Here and there, I was already doing most of the stuff UX designers did. I was creating simple games, and the insanely detailed multivariate testing of physics engine parameters was something I was doing to make the gameplay as satisfying and addictive as possible.

A couple of books later, I was starting to recognize that what I did actually was UX design, and I was doing a lousy job at it. I was performing pretty well at every individual step of the process, but I was awful at chaining it all together.

On my friend’s reccomendation (the only person calling herself a UX designer that I knew), I took a Coursera course on Human-computer interaction.

Among the other things I had learned, the detailed framework for doing the process of UX design opened my eyes toward the most beautiful fact:

The client does not have to “see what I need to know what I need”

The process consisted of structured walk through interviews, wireframes, prototypes and mock-ups allowed me to get structured input and quickly make changes on rough drafts of the interface rather than on fully-flashed mockups. It saved a lot of my time. It felt like my designs were annealing — slowly reaching finer granulation without the need to scrap huge chunks of fully-finished work after figuring out that what the client said they needed wasn’t what they really needed.

A wireframe flow for an interactive web banner after a days-long discussion with a client on what they really want and need from an ad.

It felt like a superpower. Rapid prototyping techniques and heuristic evaluation allowed me to more objectively test my “gut feeling” when it came to design, and the multivariate testing and analysis of variance gave me not only a tool to measure the design decision more objectively and with much more certainty — they gave me a perfect excuse to use advanced math while designing.

Rarely have I felt more like a scientist than after I started being a designer.

The capstone project had me design a mobile application. I had wanted to get as far away from the comfort zone as possible, so I chose to participate in the “Remix project” where I built on ideas and research that were not my own, but my peers’ instead. That gave me a vision on how it is to build up on somebody else’s work in UX design.

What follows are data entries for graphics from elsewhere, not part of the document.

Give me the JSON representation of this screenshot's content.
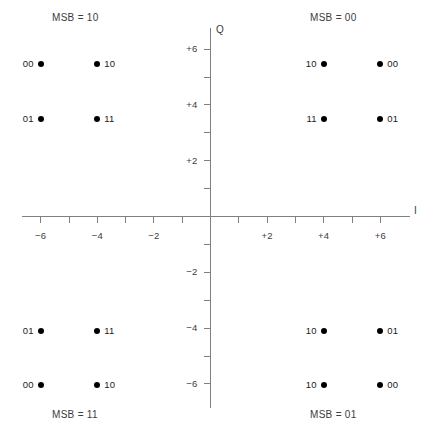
{
  "figure": {
    "axis_labels": {
      "x": "I",
      "y": "Q"
    },
    "axis_color": "#808080",
    "point_color": "#000000",
    "text_color": "#3c3c3c"
  },
  "quadrant_titles": [
    {
      "id": "msb-10",
      "text": "MSB = 10"
    },
    {
      "id": "msb-00",
      "text": "MSB = 00"
    },
    {
      "id": "msb-11",
      "text": "MSB = 11"
    },
    {
      "id": "msb-01",
      "text": "MSB = 01"
    }
  ],
  "x_ticks": [
    {
      "label": "−6",
      "value": -6
    },
    {
      "label": "",
      "value": -5
    },
    {
      "label": "−4",
      "value": -4
    },
    {
      "label": "",
      "value": -3
    },
    {
      "label": "−2",
      "value": -2
    },
    {
      "label": "",
      "value": -1
    },
    {
      "label": "",
      "value": 1
    },
    {
      "label": "+2",
      "value": 2
    },
    {
      "label": "",
      "value": 3
    },
    {
      "label": "+4",
      "value": 4
    },
    {
      "label": "",
      "value": 5
    },
    {
      "label": "+6",
      "value": 6
    }
  ],
  "y_ticks": [
    {
      "label": "+6",
      "value": 6
    },
    {
      "label": "",
      "value": 5
    },
    {
      "label": "+4",
      "value": 4
    },
    {
      "label": "",
      "value": 3
    },
    {
      "label": "+2",
      "value": 2
    },
    {
      "label": "",
      "value": 1
    },
    {
      "label": "",
      "value": -1
    },
    {
      "label": "−2",
      "value": -2
    },
    {
      "label": "",
      "value": -3
    },
    {
      "label": "−4",
      "value": -4
    },
    {
      "label": "",
      "value": -5
    },
    {
      "label": "−6",
      "value": -6
    }
  ],
  "chart_data": {
    "type": "scatter",
    "title": "",
    "xlabel": "I",
    "ylabel": "Q",
    "xlim": [
      -7.4,
      7.6
    ],
    "ylim": [
      -7.5,
      7.0
    ],
    "grid": false,
    "legend": false,
    "note": "16-QAM constellation diagram; each point annotated with its 2 least-significant bits, each quadrant annotated with its 2 most-significant bits",
    "points": [
      {
        "label": "00",
        "label_side": "left",
        "msb": "10",
        "x": -6,
        "y": 5.45
      },
      {
        "label": "10",
        "label_side": "right",
        "msb": "10",
        "x": -4,
        "y": 5.45
      },
      {
        "label": "01",
        "label_side": "left",
        "msb": "10",
        "x": -6,
        "y": 3.5
      },
      {
        "label": "11",
        "label_side": "right",
        "msb": "10",
        "x": -4,
        "y": 3.5
      },
      {
        "label": "10",
        "label_side": "left",
        "msb": "00",
        "x": 4,
        "y": 5.45
      },
      {
        "label": "00",
        "label_side": "right",
        "msb": "00",
        "x": 6,
        "y": 5.45
      },
      {
        "label": "11",
        "label_side": "left",
        "msb": "00",
        "x": 4,
        "y": 3.5
      },
      {
        "label": "01",
        "label_side": "right",
        "msb": "00",
        "x": 6,
        "y": 3.5
      },
      {
        "label": "01",
        "label_side": "left",
        "msb": "11",
        "x": -6,
        "y": -4.1
      },
      {
        "label": "11",
        "label_side": "right",
        "msb": "11",
        "x": -4,
        "y": -4.1
      },
      {
        "label": "10",
        "label_side": "left",
        "msb": "01",
        "x": 4,
        "y": -4.1
      },
      {
        "label": "01",
        "label_side": "right",
        "msb": "01",
        "x": 6,
        "y": -4.1
      },
      {
        "label": "00",
        "label_side": "left",
        "msb": "11",
        "x": -6,
        "y": -6.05
      },
      {
        "label": "10",
        "label_side": "right",
        "msb": "11",
        "x": -4,
        "y": -6.05
      },
      {
        "label": "10",
        "label_side": "left",
        "msb": "01",
        "x": 4,
        "y": -6.05
      },
      {
        "label": "00",
        "label_side": "right",
        "msb": "01",
        "x": 6,
        "y": -6.05
      }
    ]
  }
}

Even though the process was often frustrating, due to the technical limitations of the system, nurturing a project from a simple comic-strip storyboard to a full-blown mobile app was an extremely satisfying experience. Dreams to ideas to reality — witnessing ideas become lines on the paper prototype, lines becoming mock-up blocks and those blocks becoming interactive elements under my fingers was something magical.

Dreams to ideas to reality

I got a feel on how to fake technologies just to measure if their development is something that would benefit the user. I have learned on how to be my own strongest critic, and I have learned that no amount of planning can prepare me for some of the reactions of real people, once it gets to the user testing.

There was a system failure on October 12th resulting in wrong measurement. R studio to the rescue.

I’m not sure if people will call me an UX designer in 5 years, but learning how to become one has certainly connected all of my skills into a single logical whole — and given that whole a pretty, human-facing side. If you are a software developer, you should take a UX class or two — even if you never intend to use that knowledge.